Richard Anthony Allen was an American professional baseball player. He played for the Philadelphia Phillies and the Chicago White Sox. Allen was inducted into the Baseball Reliquary’s Shrine of the Eternals in 2004. He won the 1964 National League Rookie of the Year Award and the 1972 American League Most Valuable Player Award.

About Dick Allen in brief

Summary Dick AllenRichard Anthony Allen was an American professional baseball player. He played for the Philadelphia Phillies and the Chicago White Sox. Allen was inducted into the Baseball Reliquary’s Shrine of the Eternals in 2004. Allen appeared for the first time as a candidate on the Baseball Hall of Fame’s Golden Era Committee election ballot for possible Hall of Hall consideration in 2015. He and the other candidates all missed getting elected by the committee. Allen’s older brother Hank was a reserve outfielder for three AL teams; his younger brother Ron was briefly a first baseman with the 1972 St. Louis Cardinals. He won the 1964 National League Rookie of the Year Award and the 1972 American League Most Valuable Player Award. He also led the AL in home runs for two seasons; led the NL in slugging percentage one season and the AL in two seasons, respectively; and led each major league in on-base percentage, one season apiece. Allen hit a two-run home run off the Cubs’ Larry Jackson on May 29, 1965 that cleared the Coke sign on Connie Mack Stadium’s left-center field roof. In July 1965, he got into a fistfight with fellow Philadelphia Phillie Frank Thomas. According to two teammates who witnessed the fight, Thomas swung a bat at Allen, hitting him in the shoulder. Allen and Thomas were not permitted to give their side of the story for making racially divisive remarks. In his autobiography, Crash: The Life and Times of Dick Allen, Allen stated that the play “broke our humps” in the fight.

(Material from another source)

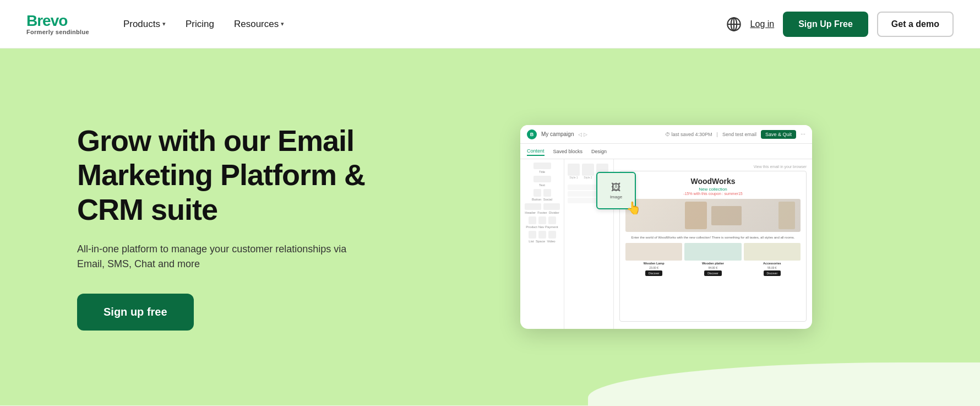  What do you see at coordinates (772, 259) in the screenshot?
I see `mockup-product-3: Accessories 55.00 € Discover` at bounding box center [772, 259].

The Phillies retired Allen’s number on September 3, 2020. He was on several All-Star teams including the 1965–67 teams. He led the league in runs, triples, extra base hits, and total bases in 1966 and 1967. His. 534 career Slugging percentage ranks among the highest in what was an era marked by low offensive production. In 2014, Allen was one vote short of the required 12 votes needed for election. The Golden Days Committee is scheduled to vote next in 2021, for induction into the Hall’s Class of 2022. He died in a car accident in August 2013. He is survived by his wife, two daughters, and a son. He had a son and two step-daughters with whom he was very close to becoming a grandfather. He has a daughter with whom she had a daughter who is now married to the former Philadelphia Phillies pitcher, Jim Bunning. Allen has a son with former Phillies pitcher Chris Short, who played in the National League from 1966 to 1970. He will be buried in Philadelphia. He previously served as a member of the Philadelphia Eagles’ baseball coaching staff in the late 1960s and early 1970s. His son, Ron, is a professional baseball coach and has coached the New York Yankees and the San Francisco Giants. Allen is the son of former Philadelphia Phillies player, Bob Allen. Allen also has a brother, Hank, who served as the Phillies’ first base coach in the early 1960s.